UMAP vs t-SNE: which should I use?
Use UMAP by default. It runs substantially faster, scales to millions of points, and preserves more global structure, meaning distances BETWEEN clusters retain some interpretability. t-SNE excels at exposing tight local neighborhoods in small datasets (under ~100K points) but produces layouts whose inter-cluster distances are essentially arbitrary, and it is sensitive to the perplexity parameter. Either way, never read precise distances off a 2D projection: verify candidate structure with metrics in the original high-dimensional space.
How many points can embedding visualization tools handle?
Browser SVG/canvas scatterplots degrade around 50-100K points. TensorBoard's Projector is comfortable to ~100K. WebGPU-based viewers (Apple Embedding Atlas) and tiled hosted maps (Nomic Atlas) stay interactive into the millions. Past that, per-point rendering stops being the right abstraction: density maps (datashader) or server-side vector clustering that aggregates points into labeled groups scale to hundreds of millions because they never ship every point to the browser.
How do I visualize CLIP or other multimodal embeddings?

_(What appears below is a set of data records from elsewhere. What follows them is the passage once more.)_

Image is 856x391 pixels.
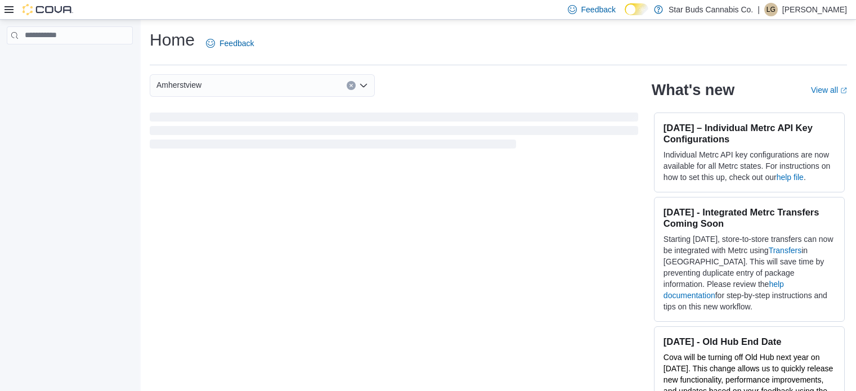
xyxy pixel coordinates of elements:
input: Dark Mode [625,3,649,15]
img: Cova [23,4,73,15]
a: View allExternal link [811,86,847,95]
h3: [DATE] - Old Hub End Date [664,336,835,347]
h3: [DATE] - Integrated Metrc Transfers Coming Soon [664,207,835,229]
p: | [758,3,760,16]
p: Individual Metrc API key configurations are now available for all Metrc states. For instructions ... [664,149,835,183]
h2: What's new [652,81,735,99]
h1: Home [150,29,195,51]
span: LG [767,3,776,16]
span: Loading [150,115,638,151]
a: Feedback [202,32,258,55]
p: Star Buds Cannabis Co. [669,3,753,16]
span: Amherstview [157,78,202,92]
button: Clear input [347,81,356,90]
h3: [DATE] – Individual Metrc API Key Configurations [664,122,835,145]
div: Lilian Gilingham [764,3,778,16]
nav: Complex example [7,47,133,74]
span: Feedback [582,4,616,15]
span: Feedback [220,38,254,49]
a: help documentation [664,280,784,300]
p: Starting [DATE], store-to-store transfers can now be integrated with Metrc using in [GEOGRAPHIC_D... [664,234,835,312]
a: help file [777,173,804,182]
a: Transfers [769,246,802,255]
p: [PERSON_NAME] [783,3,847,16]
svg: External link [840,87,847,94]
button: Open list of options [359,81,368,90]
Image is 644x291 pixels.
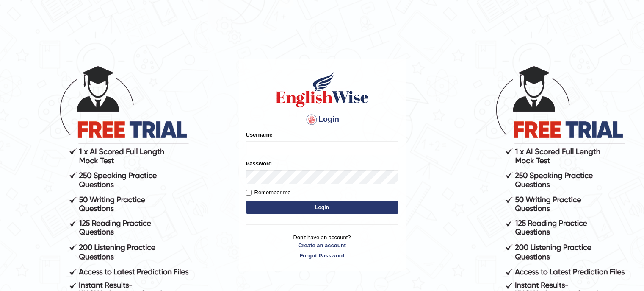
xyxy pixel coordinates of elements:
p: Don't have an account? [246,233,398,260]
a: Create an account [246,241,398,249]
a: Forgot Password [246,251,398,260]
h4: Login [246,113,398,126]
label: Username [246,131,273,139]
button: Login [246,201,398,214]
input: Remember me [246,190,251,196]
img: Logo of English Wise sign in for intelligent practice with AI [274,70,370,108]
label: Password [246,159,272,168]
label: Remember me [246,188,291,197]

The same projection math applies, but the payoff comes from linking points to their media: a CLIP embedding map is only useful if clicking a point shows the image. FiftyOne does this well for image datasets, and Mixpeek's cluster explorer does it for mixed video, image, audio, and document libraries, where each cluster shows real sample items (frames, moments, pages) rather than anonymous dots. For the models that produce these embeddings, see best multimodal embedding models.